Microsoft Ignite 2019 revisited
- Date: 22 November, 2019
The recent Ignite conference saw a raft of new product announcements, with Azure Arc and Project Cortex amongst the most eye catching, along with a number of security-related developments.
Azure Arc is a set of technologies that extends Azure management and enables Azure services to run across on-premises, multi-cloud and edge. Essentially, it will allow Microsoft customers to take advantage of Azure’s management tools and services on almost any platform, including both AWS and Google Cloud Platform.
The new offering can simplify complex and distributed enterprise cloud environments by managing everything via Azure services. Connecting hybrid infrastructure via Azure Arc also improves security for users via automated patching, as well as improved governance, since everything is under one roof.
Azure Corporate Vice President, Julia White outlined some of the benefits of the new offering, which does not as yet have a final release date: “Customers now have the flexibility to deploy Azure SQL Database and Azure Database for PostgreSQL Hyperscale where they need it, on any Kubernetes cluster... Customers can get limitless scale by seamlessly spinning up additional Kubernetes clusters in Azure Kubernetes Service (AKS) if they run out of capacity on-premises”.
Meanwhile, the conference also saw the announcement of Project Cortex, a Microsoft 365 service that uses advanced AI to automatically classify an organisation’s data.
Touted as a knowledge network for Microsoft 365 users, Project Cortex uses AI to deliver insights and expertise on a company’s content and project activity by creating a network repository that is based on topics and knowledge of particular subjects.
Microsoft describes it as the first new service in Microsoft 365 since the launch of Microsoft Teams. It will build on intelligence from the Microsoft Graph, a variety of Microsoft AI technologies and the leading content services of SharePoint. It is also possible to connect to external systems and repositories.
The role of AI will be to automate content capture, categorisation and management, whilst protecting information with intelligent security and compliance.
End users of Microsoft 365 applications, such as Outlook, Microsoft Teams and Office, will utilise Project Cortex via so-called ‘Topic Cards’ which will pop up from text, showing organisational information. These will be created in background using AI and metadata, and will be based on an organisation’s customers, products, projects, policies and procedures.
Project Cortex is currently available as a ‘private preview’, with a broader release planned for the first half of 2020.
On the security front, the announcements included:
- A new service called Microsoft Endpoint Manager, which brings together System Center Configuration Manager (SCCM) and the Microsoft Intune mobile management service in a move that combines the two previously separate device management tools
- Insider Risk Management, a tool that helps identify and remediate threats coming from within the organisation. It utilises signals from Microsoft Graph and other services to pull file activity and suspicious behaviour from Office, Windows and Azure, whilst also being capable of collecting third-party signals from human resources systems such as SAP and Workday
- New data protection capabilities to Power BI in an effort to improve governance and data security. Users can now classify and label sensitive Power BI data with the same Microsoft Information Protection sensitivity labels used in Office. These labels are managed by admins, who can configure labels for both Power BI and all Microsoft 365 apps
- Opening the Microsoft Authenticator service to users of the free Azure Active Directory plan. The expanded ability to use the Microsoft Authenticator App for Android or iOS mobile devices will allow organisations to more broadly enforce multifactor authentication identity verification when users attempt to access applications.
Elsewhere, Microsoft plans to add a new AD Cloud Provisioning capability for organisations with complex environments in order to help synchronise Azure AD users.
And finally, the company has also confirmed the acquisition of Mover, a cloud file-migration specialist. The intention is to use Mover’s technology to help customers plan, analyse and move content into Microsoft 365.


» Work request
Search the material for the string "Messenger", then return every line where it is found.

· · ·

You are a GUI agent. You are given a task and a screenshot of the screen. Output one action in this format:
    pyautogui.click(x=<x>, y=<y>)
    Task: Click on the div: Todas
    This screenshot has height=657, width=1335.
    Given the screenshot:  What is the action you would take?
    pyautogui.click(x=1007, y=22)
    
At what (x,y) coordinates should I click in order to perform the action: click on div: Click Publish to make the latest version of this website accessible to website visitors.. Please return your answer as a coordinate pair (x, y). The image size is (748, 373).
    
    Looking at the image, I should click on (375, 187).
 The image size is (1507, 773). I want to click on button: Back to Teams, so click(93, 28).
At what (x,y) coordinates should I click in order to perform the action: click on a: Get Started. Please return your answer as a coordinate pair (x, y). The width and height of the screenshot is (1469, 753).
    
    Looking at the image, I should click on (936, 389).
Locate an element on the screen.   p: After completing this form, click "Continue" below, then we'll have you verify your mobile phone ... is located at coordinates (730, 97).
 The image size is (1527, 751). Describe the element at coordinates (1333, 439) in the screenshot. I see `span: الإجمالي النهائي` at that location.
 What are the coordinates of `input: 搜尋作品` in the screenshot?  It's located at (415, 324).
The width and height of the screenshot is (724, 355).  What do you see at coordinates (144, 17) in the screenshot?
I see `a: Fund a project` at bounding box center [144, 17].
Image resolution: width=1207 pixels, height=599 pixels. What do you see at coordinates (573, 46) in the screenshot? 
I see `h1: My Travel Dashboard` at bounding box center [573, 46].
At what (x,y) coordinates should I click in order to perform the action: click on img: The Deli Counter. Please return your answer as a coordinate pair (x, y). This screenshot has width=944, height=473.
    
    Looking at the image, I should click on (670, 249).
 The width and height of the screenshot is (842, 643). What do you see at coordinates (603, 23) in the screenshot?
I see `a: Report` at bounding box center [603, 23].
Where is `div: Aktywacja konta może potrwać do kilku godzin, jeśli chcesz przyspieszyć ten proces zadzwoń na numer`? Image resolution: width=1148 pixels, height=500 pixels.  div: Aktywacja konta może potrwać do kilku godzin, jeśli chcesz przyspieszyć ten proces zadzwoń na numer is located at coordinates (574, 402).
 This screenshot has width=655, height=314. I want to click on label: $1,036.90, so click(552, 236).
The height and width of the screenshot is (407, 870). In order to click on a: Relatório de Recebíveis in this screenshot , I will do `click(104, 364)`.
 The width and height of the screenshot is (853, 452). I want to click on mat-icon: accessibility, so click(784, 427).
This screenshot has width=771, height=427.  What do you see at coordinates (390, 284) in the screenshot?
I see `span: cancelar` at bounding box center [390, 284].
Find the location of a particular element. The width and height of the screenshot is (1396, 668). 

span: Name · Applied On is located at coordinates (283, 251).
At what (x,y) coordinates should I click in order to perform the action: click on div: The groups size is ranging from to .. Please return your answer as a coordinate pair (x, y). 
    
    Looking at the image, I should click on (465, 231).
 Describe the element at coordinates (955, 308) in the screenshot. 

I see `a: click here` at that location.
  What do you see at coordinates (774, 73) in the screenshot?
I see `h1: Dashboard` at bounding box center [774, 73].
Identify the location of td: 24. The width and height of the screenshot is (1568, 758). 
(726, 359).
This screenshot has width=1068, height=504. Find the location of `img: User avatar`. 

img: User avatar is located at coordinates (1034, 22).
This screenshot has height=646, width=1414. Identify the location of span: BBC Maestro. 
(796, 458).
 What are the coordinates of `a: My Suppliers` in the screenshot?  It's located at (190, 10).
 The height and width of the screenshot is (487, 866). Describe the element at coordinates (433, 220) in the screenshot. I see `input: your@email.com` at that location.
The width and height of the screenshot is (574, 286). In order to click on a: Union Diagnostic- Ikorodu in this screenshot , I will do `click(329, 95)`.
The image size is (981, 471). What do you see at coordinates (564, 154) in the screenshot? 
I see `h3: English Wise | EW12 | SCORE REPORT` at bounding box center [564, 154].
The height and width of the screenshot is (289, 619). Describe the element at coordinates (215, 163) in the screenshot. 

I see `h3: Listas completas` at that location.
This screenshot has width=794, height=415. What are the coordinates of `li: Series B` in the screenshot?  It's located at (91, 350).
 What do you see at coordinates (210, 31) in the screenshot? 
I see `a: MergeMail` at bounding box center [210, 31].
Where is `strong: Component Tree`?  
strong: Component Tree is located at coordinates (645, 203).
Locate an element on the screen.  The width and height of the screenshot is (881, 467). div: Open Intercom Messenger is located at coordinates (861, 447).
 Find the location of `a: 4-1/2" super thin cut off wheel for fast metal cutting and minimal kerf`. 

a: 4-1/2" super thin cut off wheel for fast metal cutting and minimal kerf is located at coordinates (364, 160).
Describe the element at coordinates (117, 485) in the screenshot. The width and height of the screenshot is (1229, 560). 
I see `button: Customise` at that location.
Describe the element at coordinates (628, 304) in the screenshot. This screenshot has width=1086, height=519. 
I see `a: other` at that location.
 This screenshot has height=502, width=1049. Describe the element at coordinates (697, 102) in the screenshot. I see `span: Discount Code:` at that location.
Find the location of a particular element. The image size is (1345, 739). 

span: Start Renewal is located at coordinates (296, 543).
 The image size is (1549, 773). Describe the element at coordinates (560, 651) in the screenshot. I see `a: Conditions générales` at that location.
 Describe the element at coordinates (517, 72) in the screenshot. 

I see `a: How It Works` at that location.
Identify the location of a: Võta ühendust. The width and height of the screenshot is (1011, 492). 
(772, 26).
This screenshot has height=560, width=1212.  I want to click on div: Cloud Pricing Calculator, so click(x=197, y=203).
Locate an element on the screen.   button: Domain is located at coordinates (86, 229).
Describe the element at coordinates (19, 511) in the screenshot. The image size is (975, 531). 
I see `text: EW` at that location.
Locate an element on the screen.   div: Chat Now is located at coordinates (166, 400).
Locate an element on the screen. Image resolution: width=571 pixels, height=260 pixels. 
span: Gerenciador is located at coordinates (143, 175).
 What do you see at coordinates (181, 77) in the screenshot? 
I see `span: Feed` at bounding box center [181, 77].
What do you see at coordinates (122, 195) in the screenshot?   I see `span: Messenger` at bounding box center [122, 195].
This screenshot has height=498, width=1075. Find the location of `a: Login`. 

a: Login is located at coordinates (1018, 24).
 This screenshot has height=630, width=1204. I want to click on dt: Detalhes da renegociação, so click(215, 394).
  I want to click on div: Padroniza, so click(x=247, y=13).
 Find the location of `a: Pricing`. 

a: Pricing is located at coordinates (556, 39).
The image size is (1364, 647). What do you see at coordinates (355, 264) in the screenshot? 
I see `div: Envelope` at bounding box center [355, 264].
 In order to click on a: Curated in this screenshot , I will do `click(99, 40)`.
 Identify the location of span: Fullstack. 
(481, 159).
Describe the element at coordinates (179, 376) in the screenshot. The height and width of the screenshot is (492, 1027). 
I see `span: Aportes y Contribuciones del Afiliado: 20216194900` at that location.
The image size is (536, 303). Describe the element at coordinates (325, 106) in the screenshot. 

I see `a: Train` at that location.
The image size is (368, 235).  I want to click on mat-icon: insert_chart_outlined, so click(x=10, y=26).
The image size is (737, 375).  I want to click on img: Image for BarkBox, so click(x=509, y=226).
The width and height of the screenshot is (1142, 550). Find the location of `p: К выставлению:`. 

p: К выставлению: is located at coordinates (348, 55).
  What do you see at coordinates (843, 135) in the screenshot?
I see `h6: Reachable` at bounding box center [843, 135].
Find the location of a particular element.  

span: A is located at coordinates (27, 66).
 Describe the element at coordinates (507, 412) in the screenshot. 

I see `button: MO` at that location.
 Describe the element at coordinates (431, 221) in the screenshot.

· · ·

» Final answer
Locate an element on the screen.  The width and height of the screenshot is (881, 467). div: Open Intercom Messenger is located at coordinates (861, 447).
What do you see at coordinates (122, 195) in the screenshot?   I see `span: Messenger` at bounding box center [122, 195].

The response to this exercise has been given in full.